The leak opens a window into Iran’s more than $50 billion annual petroleum exports, most of which end up in China.

One example of the lengths to which Iran goes to evade sanctions involves the oil tanker Remy, a Panama-flagged ship that was bound for Malaysia in February 2023 with documents indicating that it had received its 1 million barrel cargo of oil from Basra in southern Iraq. In fact, under the name “Deep Ocean,” it had taken on its cargo from Iran in a ship-to-ship transfer in the Persian Gulf.

The Remy then sailed east to the Strait of Malacca and in March transferred its million barrels of oil to two ships, one of which “spoofed” its location to pretend that it was at anchor 155 miles west of where the transfer was actually taking place.
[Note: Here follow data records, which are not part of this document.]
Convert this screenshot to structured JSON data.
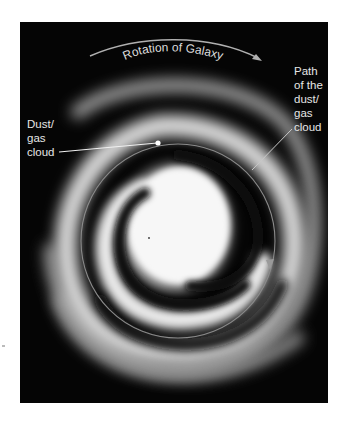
{
  "diagram": {
    "background_color": "#050505",
    "labels": {
      "rotation": "Rotation of Galaxy",
      "cloud": [
        "Dust/",
        "gas",
        "cloud"
      ],
      "path": [
        "Path",
        "of the",
        "dust/",
        "gas",
        "cloud"
      ]
    },
    "colors": {
      "label_text": "#e6e6e6",
      "leader_line": "#f0f0f0",
      "orbit_path": "#8a8a8a",
      "rotation_arrow": "#b0b0b0",
      "galaxy_glow": "#ffffff"
    },
    "elements": [
      {
        "name": "galaxy-core",
        "kind": "bright bulge"
      },
      {
        "name": "inner-spiral-arm",
        "kind": "arm"
      },
      {
        "name": "outer-spiral-arm",
        "kind": "arm"
      },
      {
        "name": "dust-gas-cloud-marker",
        "kind": "point"
      },
      {
        "name": "orbit-path",
        "kind": "circular path with direction arrow",
        "direction": "clockwise"
      },
      {
        "name": "rotation-arrow",
        "kind": "curved arrow",
        "direction": "clockwise"
      }
    ]
  }
}
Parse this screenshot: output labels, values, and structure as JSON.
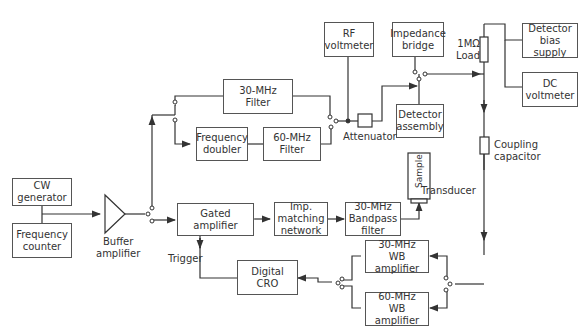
{
  "diagram": {
    "type": "block-diagram",
    "blocks": {
      "cw_generator": [
        "CW",
        "generator"
      ],
      "frequency_counter": [
        "Frequency",
        "counter"
      ],
      "filter_30": [
        "30-MHz",
        "Filter"
      ],
      "frequency_doubler": [
        "Frequency",
        "doubler"
      ],
      "filter_60": [
        "60-MHz",
        "Filter"
      ],
      "gated_amplifier": [
        "Gated",
        "amplifier"
      ],
      "imp_matching": [
        "Imp.",
        "matching",
        "network"
      ],
      "bandpass_30": [
        "30-MHz",
        "Bandpass",
        "filter"
      ],
      "rf_voltmeter": [
        "RF",
        "voltmeter"
      ],
      "impedance_bridge": [
        "Impedance",
        "bridge"
      ],
      "detector_assembly": [
        "Detector",
        "assembly"
      ],
      "detector_bias_supply": [
        "Detector",
        "bias supply"
      ],
      "dc_voltmeter": [
        "DC",
        "voltmeter"
      ],
      "wb_amp_30": [
        "30-MHz",
        "WB amplifier"
      ],
      "wb_amp_60": [
        "60-MHz",
        "WB amplifier"
      ],
      "digital_cro": [
        "Digital",
        "CRO"
      ]
    },
    "labels": {
      "buffer_amplifier": [
        "Buffer",
        "amplifier"
      ],
      "attenuator": "Attenuator",
      "load": [
        "1MΩ",
        "Load"
      ],
      "coupling_capacitor": [
        "Coupling",
        "capacitor"
      ],
      "sample": "Sample",
      "transducer": "Transducer",
      "trigger": "Trigger"
    }
  }
}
The two ships then unloaded at Lanqiao Port in Shandong, China.

The Sahara Thunder smuggling operations during the 2022-24 period covered by the emails involved 34 ships, including the Remy. Those ships are owned or operated by some 92 separate companies.

The Remy is just one piece of Iran’s “ghost fleet” of tankers that the Islamic Republic uses to illicitly move oil around the world.

United Against Nuclear Iran, a nonprofit that advocates tougher U.S. measures against the Islamic Republic, maintains a database of more than 470 such vessels.

Some but not all of those ships and their owners have been sanctioned by the U.S. Treasury Department.

Of the 34 ships tied to Sahara Thunder, 21 are under U.S. sanctions. The Remy, now operating as the Wilma II, is not one of them.

Andrew Bernard is the Washington correspondent for JNS.org.